Regarding my personal gender pronouns

My first language was Vietnamese. Vietnamese has one third-person pronoun nó, and it can be used in the plural as well. Maybe because of this, third-person gender-neutral pronouns roll off my tongue fairly naturally in English too.

In the last three or four years, if I have ever identified my pronouns, I have specified “they/them”. I’m not always consistent with identifying this, sometimes because I feel it’s not important in a particular space or with a particular audience. That’s because for me, providing my pronouns is an active political expression of my gender.

I don’t think my gender is something that is just internal to me. It also exists as a relationship with other people.

When I identify a certain way (that is, when I actively engage in the political act of identifying myself), it’s me requesting to be seen and thought of a certain way.

When others to whom I’ve identified myself are able to shift their view, to see me the way I’ve requested, it shows to me that they have a great deal of respect for my social and political being. This goes double when they overcome a linguistic gap for it. It’s honestly so meaningful.

To be clear, I don’t read it as malicious or disrespectful when people don’t, when they slip up or forget. I read it as normal. In fact, I consider it to be abnormal, as in requiring specific effort, to hear my request and hold it within them and practice it in the real world. I don’t expect every person to do this, especially not strangers.

But. Given that I am engaged with work focused on social change, and surround myself with people also deeply committed to that work, I know that when I do engage in this act of self-identification, I do it with people consciously undergoing their own processes of remoulding. These are people who recognize, as I do for myself, that we hold backwards ideas from this old world. People who recognize that if we are bringing about a new world, a necessary part is to challenge old ways of thinking at every turn. People who know that the internal is decisive!

So my request to these people, my comrades and kasamas, is simple. If you want to understand better why I use “they” pronouns, why I consider it a political act, and why I feel it’s important for you to understand: ASK ME. I would never be upset at someone like that for asking why.


It’s OK if you skipped through this. The last part is the most important. Please, if there is something you don’t understand, put it on the table and ask me.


_Work item_
Sift the material for lines containing "Development", and return them.
━━━
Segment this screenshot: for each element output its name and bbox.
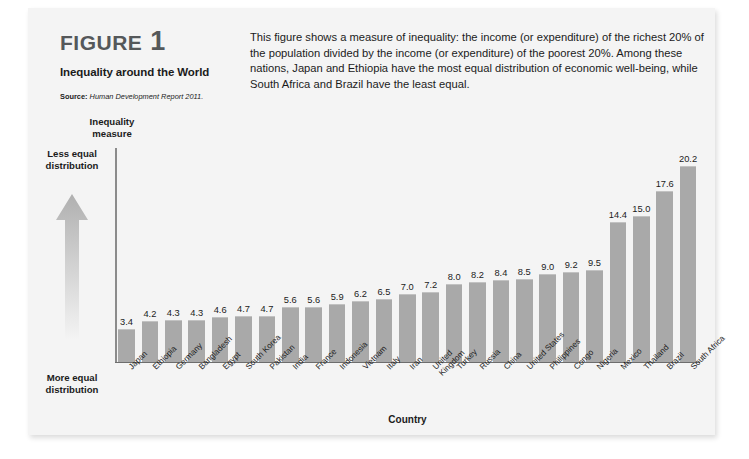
- bar-slot: 20.2: [677, 149, 700, 362]
- scale-legend: Less equal distribution More equal distr…: [34, 146, 110, 396]
- bar-slot: 5.9: [326, 149, 349, 362]
- figure-title-block: FIGURE 1 Inequality around the World Sou…: [60, 26, 240, 101]
- x-axis-title: Country: [115, 414, 700, 425]
- bar-value-label: 20.2: [673, 154, 704, 164]
- bars-layer: 3.44.24.34.34.64.74.75.65.65.96.26.57.07…: [115, 149, 700, 362]
- source-label: Source:: [60, 92, 88, 101]
- bar: [399, 294, 416, 362]
- figure-header: FIGURE 1 Inequality around the World Sou…: [28, 8, 715, 108]
- bar: [516, 279, 533, 361]
- bar-slot: 5.6: [302, 149, 325, 362]
- bar: [610, 222, 627, 361]
- bar-slot: 9.5: [583, 149, 606, 362]
- figure-subtitle: Inequality around the World: [60, 66, 240, 78]
- bar-slot: 7.0: [396, 149, 419, 362]
- bar: [633, 216, 650, 361]
- bar-slot: 8.0: [443, 149, 466, 362]
- bar: [305, 307, 322, 361]
- bar-value-label: 9.5: [579, 258, 610, 268]
- figure-description: This figure shows a measure of inequalit…: [250, 30, 705, 92]
- x-axis-tick-labels: JapanEthiopiaGermanyBangladeshEgyptSouth…: [115, 365, 700, 417]
- bar-slot: 9.0: [536, 149, 559, 362]
- bar-slot: 14.4: [606, 149, 629, 362]
- scale-legend-top-label: Less equal distribution: [34, 148, 110, 172]
- bar: [118, 329, 135, 362]
- bar-slot: 3.4: [115, 149, 138, 362]
- bar-slot: 6.5: [372, 149, 395, 362]
- bar-slot: 9.2: [560, 149, 583, 362]
- bar-slot: 4.2: [138, 149, 161, 362]
- bar-slot: 5.6: [279, 149, 302, 362]
- figure-panel: FIGURE 1 Inequality around the World Sou…: [28, 8, 715, 435]
- plot-area: 3.44.24.34.34.64.74.75.65.65.96.26.57.07…: [115, 148, 700, 363]
- bar-slot: 7.2: [419, 149, 442, 362]
- source-text: Human Development Report 2011.: [90, 92, 204, 101]
- up-arrow-gradient-icon: [56, 194, 88, 340]
- bar: [422, 292, 439, 362]
- bar-slot: 8.5: [513, 149, 536, 362]
- bar: [680, 166, 697, 362]
- figure-number: 1: [150, 26, 165, 57]
- bar-slot: 4.3: [162, 149, 185, 362]
- bar-slot: 4.3: [185, 149, 208, 362]
- figure-word: FIGURE: [60, 31, 142, 55]
- bar: [656, 191, 673, 361]
- bar-value-label: 4.7: [251, 304, 282, 314]
- bar-slot: 4.7: [255, 149, 278, 362]
- chart-region: Inequality measure Less equal distributi…: [28, 108, 715, 435]
- figure-source: Source: Human Development Report 2011.: [60, 92, 240, 101]
- bar-slot: 4.6: [209, 149, 232, 362]
- bar-slot: 8.2: [466, 149, 489, 362]
- bar-value-label: 17.6: [649, 179, 680, 189]
- bar-value-label: 15.0: [626, 204, 657, 214]
- figure-label-row: FIGURE 1: [60, 26, 240, 57]
- bar-slot: 17.6: [653, 149, 676, 362]
- scale-legend-bottom-label: More equal distribution: [34, 372, 110, 396]
- y-axis-title: Inequality measure: [70, 116, 154, 139]
- bar-slot: 8.4: [489, 149, 512, 362]
- bar-slot: 4.7: [232, 149, 255, 362]
- bar-slot: 6.2: [349, 149, 372, 362]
━━━
_Response area_
- source-text: Human Development Report 2011.: [90, 92, 204, 101]
- figure-source: Source: Human Development Report 2011.: [60, 92, 240, 101]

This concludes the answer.